Leslie P. Collins

| 09 Oct 2025 | 01:02

Leslie GH Pride Collins, a resident of Warwick, N.Y., from 1973 until 2019, died in Oneonta, N.Y., on Oct. 4, 2025, at the age of 96.

Leslie enjoyed a long and happy life full of love, good friends, stimulating work, travel, and a close and caring family. He had a profound and lasting affection for his parents, siblings, wife, children, and grandchildren, nieces, nephews, and close friends.

Leslie was born in London in 1929, the first son of Leo and Violet Collins. His father was an outstanding professional clarinetist, well known in London’s classical music fraternity of the 1930s, 1940s and 1950s. Strong traditions in music, poetry and art marked his family’s origins. The name “Pride” was from Leslie’s maternal grandmother who was a direct descendant of Lord Thomas Pride of Nonesuch, famed in English history for “Pride’s Purge” of Parliament (1648) and condemned to execution as one of the regicides in the beheading of King Charles I. Leslie was pre-deceased by his young sister Sally, his sister Mary, and his deeply loved younger brother, Mike.

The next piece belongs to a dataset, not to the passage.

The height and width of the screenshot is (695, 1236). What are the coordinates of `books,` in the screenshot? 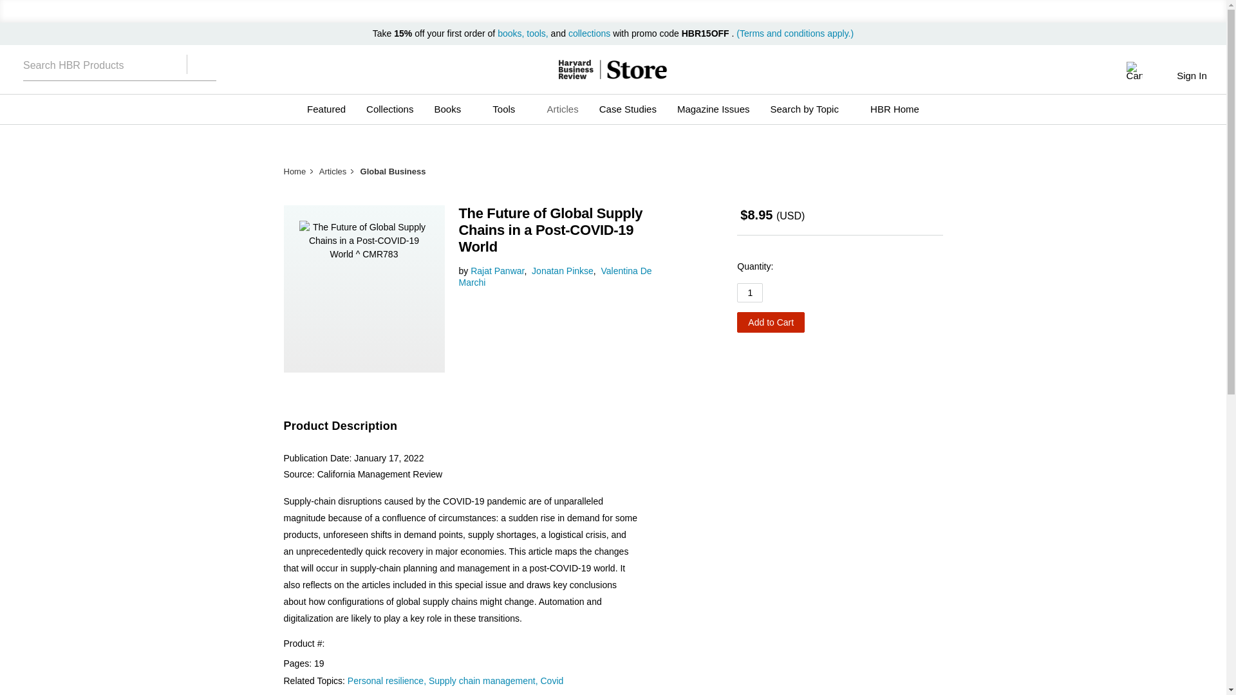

The foundations of Leslie’s education were set at the illustrious Bedford Modern School in England. His training in communications began in the Royal Signals, a corps in which he served in the Middle East. On leaving the British Army, he obtained formal engineering training at colleges that included the prestigious University College London. He immigrated to Canada in the 1950s, working on an island in the Arctic and in other isolated northern locations. Early in the ”space race,” he was invited to work for Collins Radio Company of Dallas, establishing facilities for NASA and the Goddard Space Flight Center in many parts of the world. During these activities, he was admitted as a Member of the Institution of Electrical and Radio Engineers. He took pride in achieving the status of a Chartered Engineer while working on the Apollo (Man-on-the-Moon) project. His work took him to scientific laboratories on Long Island, N.Y., where he met and married Jacquelyn Taylor, a young schoolteacher from Oneonta. He and Jacquelyn celebrated their golden wedding in 2013.

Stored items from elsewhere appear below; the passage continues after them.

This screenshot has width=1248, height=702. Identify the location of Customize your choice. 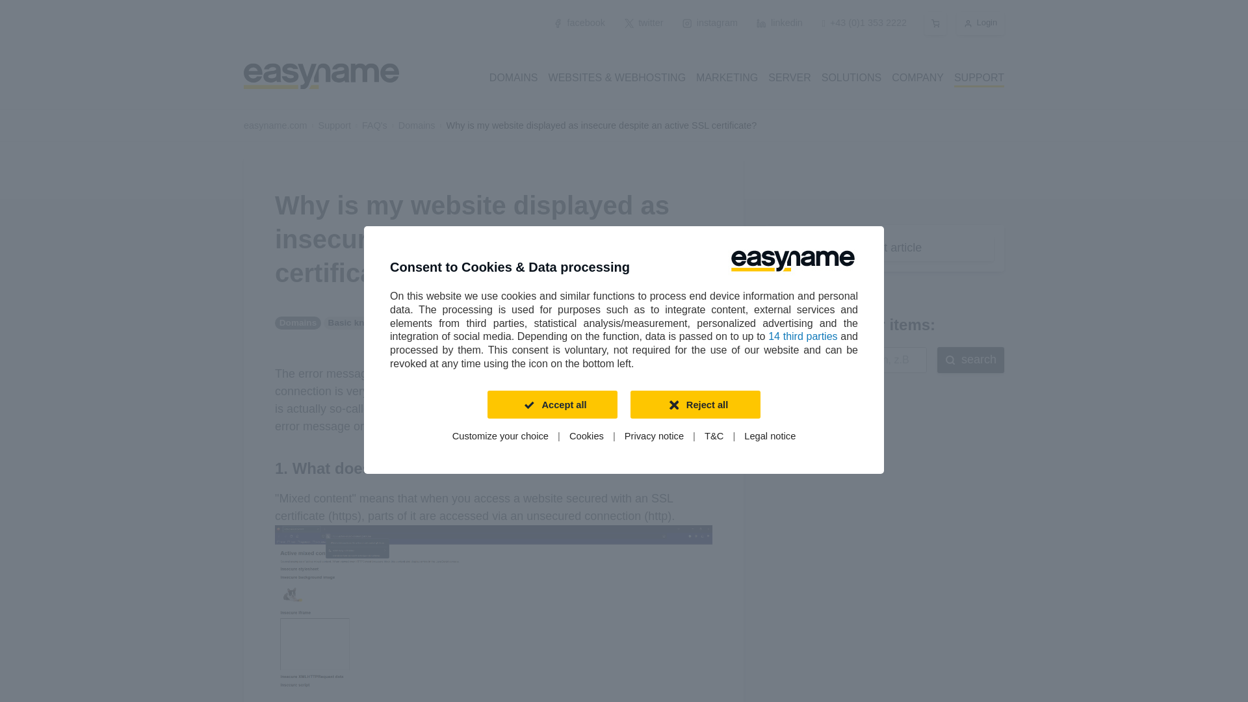
(500, 437).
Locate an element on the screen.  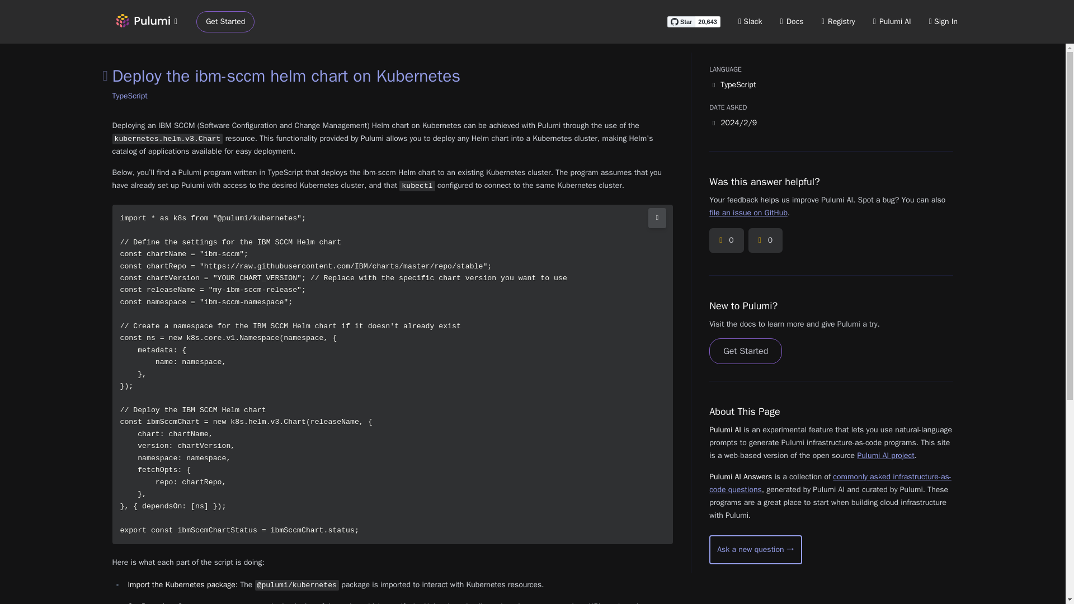
Get Started is located at coordinates (745, 351).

In 1973, when Western Union established America’s first domestic satellite system, Leslie headed up the communications engineering department in its network of earth stations, which included the master station in Glenwood, N.J. This was the beginning of his residence in Warwick, N.Y. In 1984 he purchased Centrex, a small company in the satellite communications business, and expanded its operations to include a subsidiary in the U.K. From a modest office in Warwick, his company provided satellite services to many prestigious clients. These included long-term relationships with the U.S. Social Security Administration, the United States Senate, Boeing Aircraft, Fox Sports, The Caribbean Broadcasting Union, and other U.S. and international entities.

Leslie felt a strong wish to serve the Warwick community. He was a member of the Cystic Fibrosis Chapter of Orange County and the committee responsible for assessing handicapped access in local area schools. He also recorded newspapers for the visually handicapped and delivered Meals-on-Wheels. More importantly, he trained and qualified as an Emergency Medical Technician, achieving outstanding scores in the examinations. His objective was to become an active member of the Warwick Ambulance Corps.

Two years before retiring from active work at Centrex, Leslie acquired a 17th-century stone cottage in Kingsand, a historic fishing and smuggling village in Cornwall, U.K. There, with his wife, he spent happy periods every year, enjoying its rustic charm, the friendly villagers, the beauty of the coastal environment, and a close association with his younger brother and stalwart friend, the late Mike Collins of Millbrook, Cornwall.

Leslie was a life member of the Institution of Engineers & Technicians, a member of the Old Bedford Modernians Club, the Torpoint & Rame Peninsular Lions, the UCL Alumni Society, a former member of The East India Club in London, and a member of five other clubs or societies in the Rame area of Cornwall. He had a strong bass voice and sang occasionally with the Halfway Harmony and occasionally with the Warwick Chorale over a period of more than forty years. He was the founder of the Chorale’s Christmas Ceili. He had writing ability and wrote a weekly column for the Warwick Valley Dispatch in the later years of his retirement.

Three daughters and one son survive him: Alice, Emily-Jane, and Sally-Ann Reidy; six granddaughters, three grandsons; and many nieces and nephews in the U.S.A. and the U.K. His wife, Jacquelyn, passed in 2018.

Memorial contributions may be sent to The Orange County Land Trust.